On the core issue of intentionality, it declares: “There is no indication that Israel has opened investigations into the actions of those who designed, planned, ordered and oversaw Operation Cast Lead.”

It says Israel has not adequately answered the Goldstone Report’s allegations about the “design and implementation of the Gaza operations” or its “objectives and targets.” Victims on both sides, McGowan Davis argues, can expect “no genuine accountability and no justice.”

In short there is a mystery here. Goldstone has moved but the evidence has not, really. That raises the issue of whether the jurist buckled under pressure so unrelenting it almost got him barred from his grandson’s bar mitzvah in South Africa. Is this more a matter of judicial cojones than coherence?

The fact that Hamas has not conducted any investigation into its unconscionable attacks on southern Israel — rockets and mortars still fall — is appalling if unsurprising. Goldstone makes much of this. But it does not change the nature of what Israel did in Gaza, nor allay the McGowan Davis concerns about Israel’s investigative failings.

Goldstone, a Jew who takes his Jewishness seriously, has been pilloried by Israel.
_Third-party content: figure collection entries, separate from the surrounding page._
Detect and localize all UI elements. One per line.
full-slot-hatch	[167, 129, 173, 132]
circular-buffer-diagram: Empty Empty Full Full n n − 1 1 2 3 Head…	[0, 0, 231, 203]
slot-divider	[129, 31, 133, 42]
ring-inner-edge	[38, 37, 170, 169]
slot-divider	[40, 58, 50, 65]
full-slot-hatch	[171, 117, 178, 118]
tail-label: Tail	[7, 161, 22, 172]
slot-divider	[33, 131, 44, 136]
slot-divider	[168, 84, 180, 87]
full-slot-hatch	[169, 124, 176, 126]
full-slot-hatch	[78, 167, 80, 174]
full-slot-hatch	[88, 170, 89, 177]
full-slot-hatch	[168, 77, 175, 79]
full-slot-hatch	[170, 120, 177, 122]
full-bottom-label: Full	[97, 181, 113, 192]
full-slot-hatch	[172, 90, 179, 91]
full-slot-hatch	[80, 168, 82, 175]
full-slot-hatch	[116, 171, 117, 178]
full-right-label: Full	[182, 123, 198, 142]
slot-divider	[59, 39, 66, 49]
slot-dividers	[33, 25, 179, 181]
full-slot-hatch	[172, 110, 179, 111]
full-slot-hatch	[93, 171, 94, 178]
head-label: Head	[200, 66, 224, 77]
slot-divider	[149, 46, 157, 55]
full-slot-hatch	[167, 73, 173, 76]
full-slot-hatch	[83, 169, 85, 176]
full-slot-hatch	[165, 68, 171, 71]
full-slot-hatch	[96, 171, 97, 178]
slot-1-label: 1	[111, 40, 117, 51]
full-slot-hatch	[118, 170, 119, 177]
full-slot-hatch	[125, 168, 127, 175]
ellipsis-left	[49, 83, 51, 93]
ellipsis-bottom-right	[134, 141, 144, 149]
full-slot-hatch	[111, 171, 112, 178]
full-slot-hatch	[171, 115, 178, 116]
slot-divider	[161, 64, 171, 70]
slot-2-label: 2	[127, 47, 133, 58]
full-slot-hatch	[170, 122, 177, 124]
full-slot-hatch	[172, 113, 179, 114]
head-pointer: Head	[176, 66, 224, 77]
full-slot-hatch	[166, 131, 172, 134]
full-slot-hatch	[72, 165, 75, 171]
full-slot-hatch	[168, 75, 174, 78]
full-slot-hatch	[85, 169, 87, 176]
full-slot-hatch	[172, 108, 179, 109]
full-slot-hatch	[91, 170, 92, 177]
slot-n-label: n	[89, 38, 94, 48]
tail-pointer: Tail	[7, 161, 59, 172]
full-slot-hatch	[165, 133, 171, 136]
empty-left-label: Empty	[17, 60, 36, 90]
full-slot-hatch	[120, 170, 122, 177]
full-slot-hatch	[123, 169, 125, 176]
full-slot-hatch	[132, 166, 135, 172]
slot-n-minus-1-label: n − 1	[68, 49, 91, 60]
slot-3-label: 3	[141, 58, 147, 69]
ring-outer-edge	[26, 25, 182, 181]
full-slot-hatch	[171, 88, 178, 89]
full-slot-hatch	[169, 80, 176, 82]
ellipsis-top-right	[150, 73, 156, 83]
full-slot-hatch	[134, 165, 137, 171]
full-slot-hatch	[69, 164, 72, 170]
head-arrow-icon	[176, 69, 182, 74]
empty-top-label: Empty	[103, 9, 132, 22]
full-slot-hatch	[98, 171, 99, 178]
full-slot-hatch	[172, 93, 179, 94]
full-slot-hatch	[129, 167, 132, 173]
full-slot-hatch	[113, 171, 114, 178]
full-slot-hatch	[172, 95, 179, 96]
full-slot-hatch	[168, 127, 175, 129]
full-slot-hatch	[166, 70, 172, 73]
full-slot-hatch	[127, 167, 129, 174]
He fell afoul, as perhaps no other, of the siege mentality of a nation controlling the lives of millions of Palestinians but unsure what to do with them or with the world’s growing disavowal of this corrosive dominion that humiliates its victims and eats into the soul of its masters.

The charges cascaded: He was a “self-hating Jew,” a hypocrite, a traitor. For Alan Dershowitz he was “despicable.” For Benjamin Netanyahu, the Israeli prime minister, Goldstone was up there with the Iranian nuclear program and Hamas rockets as one of Israel’s “three major strategic challenges.”
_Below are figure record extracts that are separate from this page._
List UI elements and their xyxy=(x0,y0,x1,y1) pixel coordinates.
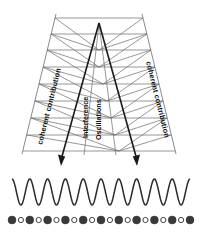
lattice-site-filled xyxy=(168,216,176,224)
label-interference: Interference xyxy=(81,97,90,138)
lattice-site-filled xyxy=(150,216,158,224)
label-right-coherent-contribution: coherent contribution xyxy=(144,60,172,139)
lattice-site-filled xyxy=(61,216,69,224)
lattice-site-filled xyxy=(186,216,194,224)
lattice-site-filled xyxy=(97,216,105,224)
lattice-site-hollow xyxy=(54,217,59,222)
sine-wave xyxy=(12,179,190,205)
lattice-site-hollow xyxy=(125,217,130,222)
lattice-site-hollow xyxy=(90,217,95,222)
down-left-ray-arrow xyxy=(58,155,65,167)
lattice-site-hollow xyxy=(143,217,148,222)
down-right-ray-arrow xyxy=(133,155,140,167)
lattice-site-hollow xyxy=(161,217,166,222)
label-oscillations: Oscillations xyxy=(94,99,103,140)
lattice-site-hollow xyxy=(179,217,184,222)
interference-diagram: coherent contribution coherent contribut… xyxy=(0,0,199,236)
lattice-site-hollow xyxy=(36,217,41,222)
lattice-site-filled xyxy=(44,216,52,224)
lattice-site-filled xyxy=(133,216,141,224)
lattice-site-filled xyxy=(79,216,87,224)
lattice-site-filled xyxy=(115,216,123,224)
lattice-site-hollow xyxy=(18,217,23,222)
lattice-site-hollow xyxy=(72,217,77,222)
lattice-site-hollow xyxy=(107,217,112,222)
lattice-site-filled xyxy=(8,216,16,224)
lattice-site-filled xyxy=(26,216,34,224)
dot-row xyxy=(8,216,194,224)
wave-group xyxy=(12,179,190,205)
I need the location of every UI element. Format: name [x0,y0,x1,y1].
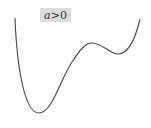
potential-curve [15,18,140,113]
potential-curve-plot [0,0,151,128]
Theories already abound on the Goldstone psyche. It was an emotional meeting last year with the South African Jewish Board of Deputies that set him on the retraction road. No, it was a bruising debate last month at Stanford University. No, it was a rightist Israeli minister telling him his report fueled those who knifed West Bank settlers. He was “broken,” one friend suggests.
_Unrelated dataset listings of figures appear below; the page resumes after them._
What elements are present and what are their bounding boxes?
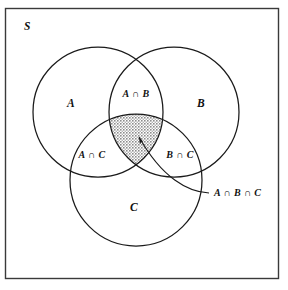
region-label-b-inter-c: B ∩ C bbox=[165, 149, 194, 160]
universe-label: S bbox=[24, 20, 31, 32]
set-label-c: C bbox=[130, 201, 138, 213]
set-label-a: A bbox=[66, 97, 75, 109]
venn-diagram-canvas: S A B C A ∩ B A ∩ C B ∩ C A ∩ B ∩ C bbox=[0, 0, 288, 290]
region-label-a-inter-b-inter-c: A ∩ B ∩ C bbox=[213, 187, 261, 198]
region-label-a-inter-b: A ∩ B bbox=[122, 88, 150, 99]
region-label-a-inter-c: A ∩ C bbox=[78, 149, 106, 160]
venn-diagram-figure: S A B C A ∩ B A ∩ C B ∩ C A ∩ B ∩ C bbox=[0, 0, 288, 290]
set-label-b: B bbox=[196, 97, 205, 109]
I don’t know. I asked Goldstone. He responded in an e-mail that he was declining “media interviews.” I do know this: The contortions of his about-face are considerable.

Goldstone expresses confidence that the Israeli officer responsible for the killing of 29 members of the al-Samouni family will be properly punished. Yet the McGowan Davis report is critical of this investigation and notes that “no decision had been made as to whether or not the officer would stand trial.”

It also notes that more than a third of the 36 Gaza incidents identified in the Goldstone Report “are still unresolved or unclear.” There have been just two convictions — and the one for credit card theft brought a more severe sentence than use of a Palestinian child as a human shield! And this gives Goldstone confidence?

Israel is celebrating what it calls a vindication. It is preparing to welcome Goldstone. It is demanding nullification of the report, even though Goldstone is only one of its four authors. Meanwhile the facts remain: the 1,400 plus Palestinian dead, the 13 Israelis killed, the devastation, the Hamas rockets — and the need for credible investigation of what all evidence suggests were large-scale, indiscriminate, unlawful Israeli attacks in Gaza, as well as Hamas’ crimes against civilians.

To “Goldstone”: (Colloq.) To sow confusion, hide a secret, create havoc.